As Robinson continued to criticize the former president, the crowd grew quiet. 

"Everything you wanted him to hear — every single thing you ever prayed for him to hear — came through these lips right straight into his face," Robison declared. "And with the same force you've heard me talking to you, I spoke it to him." 

At this point in the speech, Robinson was shouting while recounting a conversation he had with Trump. "'Sir, you act like a little elementary schoolchild and you shoot yourself in the foot every morning you get up and open your mouth!'" Robinson said. "'The more you keep your mouth closed, the more successful you're gonna be!'" 

"It's time for us to get together and pray and stop trying to destroy each other, and I make that loud and clearly heard to Mr. Trump!" Robinson preached to a hesitant crowd. "We've got to quit amputating each other, slicing each other, and come together in supernatural unity that Jesus Christ prayed for!"

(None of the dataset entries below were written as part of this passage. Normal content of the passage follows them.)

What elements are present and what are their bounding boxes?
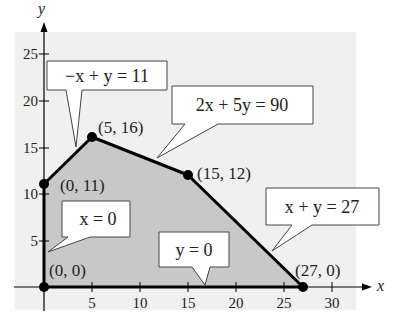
x-axis-label: x: [376, 277, 384, 294]
x-axis-arrow-icon: [362, 284, 372, 291]
vertex-label: (5, 16): [98, 118, 143, 137]
callout-label: x = 0: [79, 209, 116, 229]
x-tick-label: 10: [133, 295, 148, 311]
vertex-5-16: [87, 132, 97, 142]
y-axis-arrow-icon: [41, 22, 48, 32]
x-tick-label: 20: [229, 295, 244, 311]
vertex-label: (15, 12): [197, 164, 251, 183]
vertex-0-0: [39, 282, 49, 292]
vertex-0-11: [39, 179, 49, 189]
x-tick-label: 25: [277, 295, 292, 311]
feasible-region-chart: 5 10 15 20 25 30 5 10 15 20 25 x y (0, 0…: [0, 0, 393, 329]
y-tick-label: 5: [31, 233, 39, 249]
vertex-label: (0, 0): [49, 261, 86, 280]
callout-label: 2x + 5y = 90: [196, 95, 288, 115]
callout-label: −x + y = 11: [65, 66, 149, 86]
callout-label: y = 0: [175, 240, 212, 260]
vertex-15-12: [183, 170, 193, 180]
y-tick-label: 20: [23, 93, 38, 109]
vertex-label: (0, 11): [60, 176, 105, 195]
vertex-label: (27, 0): [295, 261, 340, 280]
vertex-27-0: [298, 282, 308, 292]
y-tick-label: 25: [23, 46, 38, 62]
y-tick-label: 10: [23, 186, 38, 202]
x-tick-label: 30: [325, 295, 340, 311]
callout-label: x + y = 27: [285, 197, 359, 217]
x-tick-label: 15: [181, 295, 196, 311]
y-axis-label: y: [36, 0, 46, 18]
x-tick-label: 5: [88, 295, 96, 311]
y-tick-label: 15: [23, 140, 38, 156]
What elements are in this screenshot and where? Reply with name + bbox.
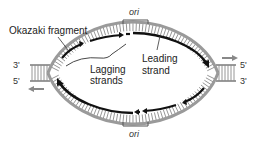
leading-strand-top-arrowhead [202,60,209,68]
ori-label-bottom: ori [129,129,140,139]
okazaki-fragment-label: Okazaki fragment [9,25,88,36]
leading-strand-bottom-arrowhead [57,78,64,86]
end-label-left-top: 3' [13,60,20,70]
lagging-strands-label-line1: Lagging [90,64,126,75]
replication-bubble-diagram: 3' 5' 5' 3' ori ori Okazaki fragment Lag… [0,0,266,147]
right-duplex [216,65,236,81]
leading-strand-label-line1: Leading [142,53,178,64]
leading-strand-label-line2: strand [142,65,170,76]
base-pair-ticks [51,22,216,124]
leading-pointer-line [157,36,160,50]
left-fork-direction-arrow [28,86,44,92]
okazaki-fragment [90,35,122,41]
ori-label-top: ori [129,7,140,17]
end-label-left-bottom: 5' [13,76,20,86]
right-fork-direction-arrow [222,55,238,61]
okazaki-fragment [144,105,176,111]
left-duplex [30,65,50,81]
end-label-right-bottom: 3' [240,76,247,86]
lagging-strands-label-line2: strands [90,75,123,86]
end-label-right-top: 5' [240,60,247,70]
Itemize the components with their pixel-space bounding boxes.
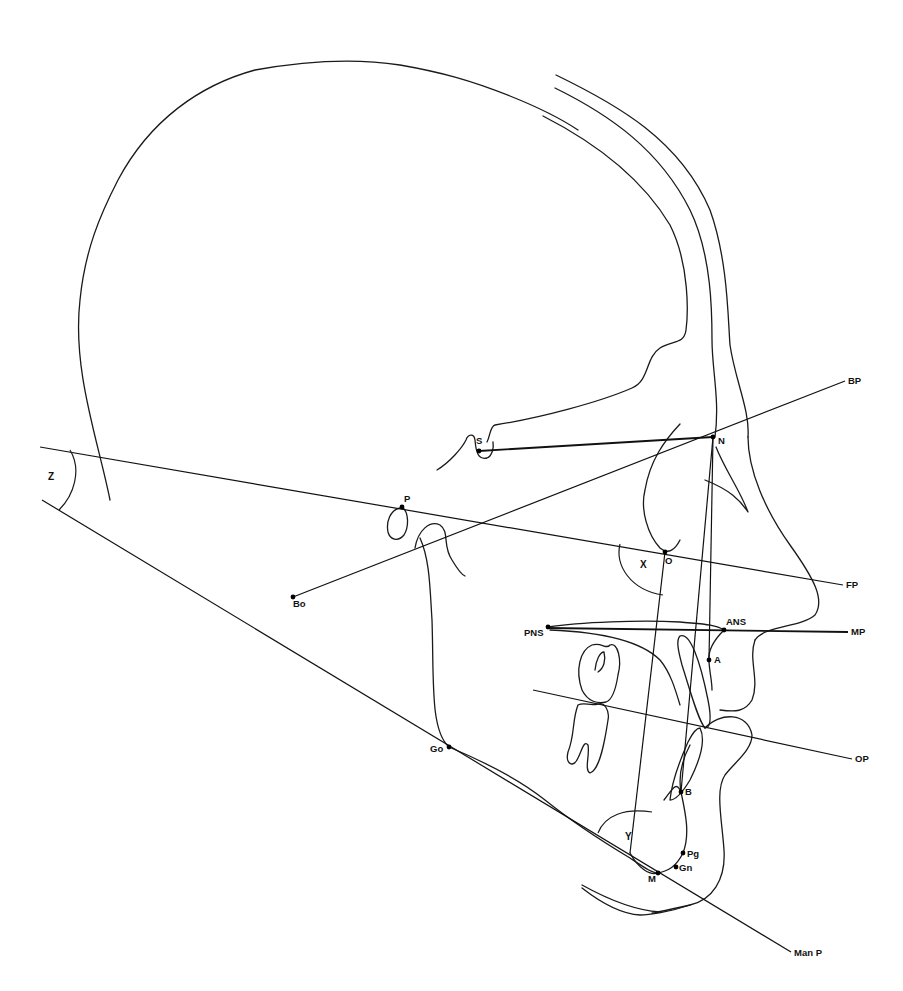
landmark-label-a: A	[714, 654, 721, 665]
reference-lines	[40, 381, 852, 952]
reference-line-bp	[293, 381, 845, 597]
landmark-point-b	[679, 790, 684, 795]
angle-labels: XYZ	[48, 471, 647, 842]
landmark-point-pg	[681, 851, 686, 856]
line-label-bp: BP	[848, 375, 862, 386]
landmark-point-p	[400, 505, 405, 510]
landmark-point-m	[656, 871, 661, 876]
landmark-label-p: P	[404, 493, 411, 504]
reference-line-manp	[42, 500, 791, 952]
landmark-point-a	[707, 658, 712, 663]
mandible	[449, 745, 690, 874]
skull-outline	[78, 61, 818, 915]
landmark-point-s	[477, 449, 482, 454]
angle-label-z: Z	[48, 471, 54, 482]
line-label-fp: FP	[846, 579, 859, 590]
cephalometric-diagram: SNPOBoPNSANSAGoBPgGnM XYZ BPFPMPOPMan P	[0, 0, 903, 991]
line-labels: BPFPMPOPMan P	[794, 375, 869, 958]
line-label-mp: MP	[851, 626, 866, 637]
landmark-point-pns	[546, 625, 551, 630]
landmark-label-s: S	[476, 435, 482, 446]
landmark-label-ans: ANS	[726, 616, 746, 627]
landmark-label-pg: Pg	[687, 848, 699, 859]
landmark-label-gn: Gn	[679, 862, 692, 873]
landmark-label-bo: Bo	[293, 598, 306, 609]
maxilla-palate	[548, 621, 724, 705]
landmark-point-ans	[722, 628, 727, 633]
porion-and-mastoid	[388, 507, 466, 747]
landmark-label-go: Go	[430, 743, 443, 754]
reference-line-nb	[681, 437, 713, 792]
angle-arc-z	[59, 450, 76, 510]
reference-line-y	[630, 552, 665, 853]
angle-label-y: Y	[625, 831, 632, 842]
line-label-op: OP	[855, 753, 869, 764]
landmark-point-go	[447, 745, 452, 750]
reference-line-sn	[479, 437, 713, 451]
landmark-label-b: B	[685, 786, 692, 797]
landmark-label-o: O	[665, 555, 672, 566]
angle-arcs	[59, 450, 663, 833]
angle-label-x: X	[640, 559, 647, 570]
sella-and-cranial-base	[437, 424, 748, 551]
reference-line-mp	[548, 628, 848, 632]
line-label-manp: Man P	[794, 947, 823, 958]
landmark-label-n: N	[718, 435, 725, 446]
landmark-label-m: M	[648, 873, 656, 884]
landmark-label-pns: PNS	[524, 627, 544, 638]
angle-arc-y	[598, 811, 652, 833]
landmark-point-n	[711, 435, 716, 440]
landmark-point-gn	[674, 865, 679, 870]
landmark-point-o	[663, 550, 668, 555]
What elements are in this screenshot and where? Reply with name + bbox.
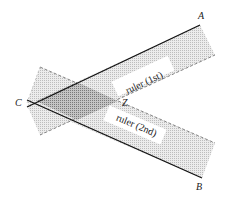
point-Z-label: Z — [122, 97, 128, 108]
point-B-label: B — [196, 181, 202, 192]
point-C-label: C — [15, 97, 22, 108]
point-A-label: A — [197, 10, 205, 21]
ruler-construction-diagram: A B C Z ruler (1st) ruler (2nd) — [0, 0, 230, 205]
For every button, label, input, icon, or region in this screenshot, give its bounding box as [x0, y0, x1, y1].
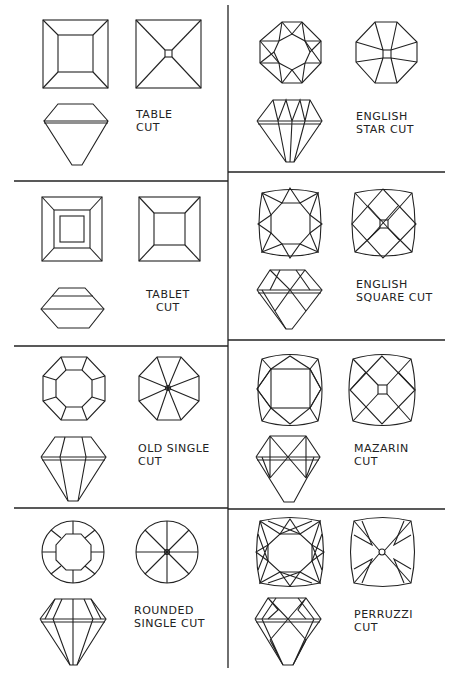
- tablet-cut-bottom-view: [139, 197, 200, 261]
- label-line: CUT: [354, 455, 409, 468]
- label-line: CUT: [146, 301, 190, 314]
- perruzzi-cut-side-view: [255, 598, 321, 665]
- label-line: PERRUZZI: [354, 608, 413, 621]
- english-square-cut-top-view: [258, 188, 322, 258]
- old-single-cut-side-view: [41, 437, 106, 501]
- label-line: MAZARIN: [354, 442, 409, 455]
- table-cut-top-view: [43, 20, 108, 88]
- label-english-star-cut: ENGLISH STAR CUT: [356, 110, 414, 136]
- perruzzi-cut-top-view: [256, 518, 324, 587]
- label-line: ENGLISH: [356, 110, 414, 123]
- english-star-cut-top-view: [260, 22, 321, 83]
- english-square-cut-bottom-view: [352, 189, 416, 258]
- old-single-cut-bottom-view: [139, 357, 199, 420]
- label-mazarin-cut: MAZARIN CUT: [354, 442, 409, 468]
- mazarin-cut-bottom-view: [349, 355, 415, 426]
- label-perruzzi-cut: PERRUZZI CUT: [354, 608, 413, 634]
- label-table-cut: TABLE CUT: [136, 108, 173, 134]
- label-line: TABLET: [146, 288, 190, 301]
- label-old-single-cut: OLD SINGLE CUT: [138, 442, 210, 468]
- label-line: CUT: [354, 621, 413, 634]
- label-line: SINGLE CUT: [134, 617, 205, 630]
- label-line: STAR CUT: [356, 123, 414, 136]
- label-line: ENGLISH: [356, 278, 433, 291]
- english-star-cut-side-view: [257, 100, 322, 162]
- label-rounded-single-cut: ROUNDED SINGLE CUT: [134, 604, 205, 630]
- english-star-cut-bottom-view: [356, 22, 417, 83]
- label-english-square-cut: ENGLISH SQUARE CUT: [356, 278, 433, 304]
- mazarin-cut-side-view: [256, 436, 320, 502]
- english-square-cut-side-view: [257, 270, 322, 329]
- label-tablet-cut: TABLET CUT: [146, 288, 190, 314]
- label-line: CUT: [138, 455, 210, 468]
- label-line: CUT: [136, 121, 173, 134]
- label-line: SQUARE CUT: [356, 291, 433, 304]
- perruzzi-cut-bottom-view: [351, 518, 415, 587]
- tablet-cut-side-view: [41, 288, 104, 328]
- table-cut-bottom-view: [136, 20, 201, 88]
- rounded-single-cut-side-view: [40, 599, 106, 665]
- label-line: TABLE: [136, 108, 173, 121]
- rounded-single-cut-top-view: [42, 521, 104, 583]
- mazarin-cut-top-view: [257, 355, 322, 426]
- label-line: ROUNDED: [134, 604, 205, 617]
- gem-cuts-diagram: [0, 0, 457, 675]
- rounded-single-cut-bottom-view: [136, 521, 198, 583]
- tablet-cut-top-view: [42, 197, 102, 261]
- old-single-cut-top-view: [43, 357, 105, 420]
- table-cut-side-view: [44, 104, 108, 165]
- label-line: OLD SINGLE: [138, 442, 210, 455]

While most presidents establish a diverse faith advisory board with public meetings, Trump formed an informal but fully evangelical group during his time in office. Members were constantly changing and the group would often meet with top policy officials and lead prayer sessions with the former president. 

Former evangelical advisory board member Mike Evans sent an essay to the Washington Post earlier this month, saying that he would not be voting for Trump again. Evans, a Christian Zionist from Texas, shared that he once left a Trump rally in tears because he saw "Bible believers glorifying Donald Trump like he was an idol."

Evans said that while he was aware of the former president's "character flaws," they considered the relationship transactional and looked past it because he kept his promises to nominate Supreme Court justices that would overturn Roe v. Wade, and supported the state of Israel. 

However, Evans claimed that Trump has harmed his Christian allies by using their religious views in a political platform. 

"Donald Trump can't save America. He can't even save himself," Evans wrote. "He used us to win the White House. We had to close our mouths and eyes when he said things that horrified us. I cannot do that anymore."

Robert Jeffress, the senior pastor of a 14,000-strong megachurch in Dallas and a former evangelical adviser for Trump, said that he does not plan to endorse him again in the primary.  

"The Republican Party is headed toward a civil war that I have no desire or need to be part of," Jeffress told Newsweek. However, he added that he would "happily support him" if he wins the nomination as he considers him "a great friend and our greatest president since Reagan." 

Conservative evangelical commentator Everett Piper also warned that Trump harmed the Republican Party in the midterms, and would do even more damage during the campaign season. 

"The take-home of this past week is simple: Donald Trump has to go," Piper wrote in the Washington Times. "If he's our nominee in 2024, we will get destroyed."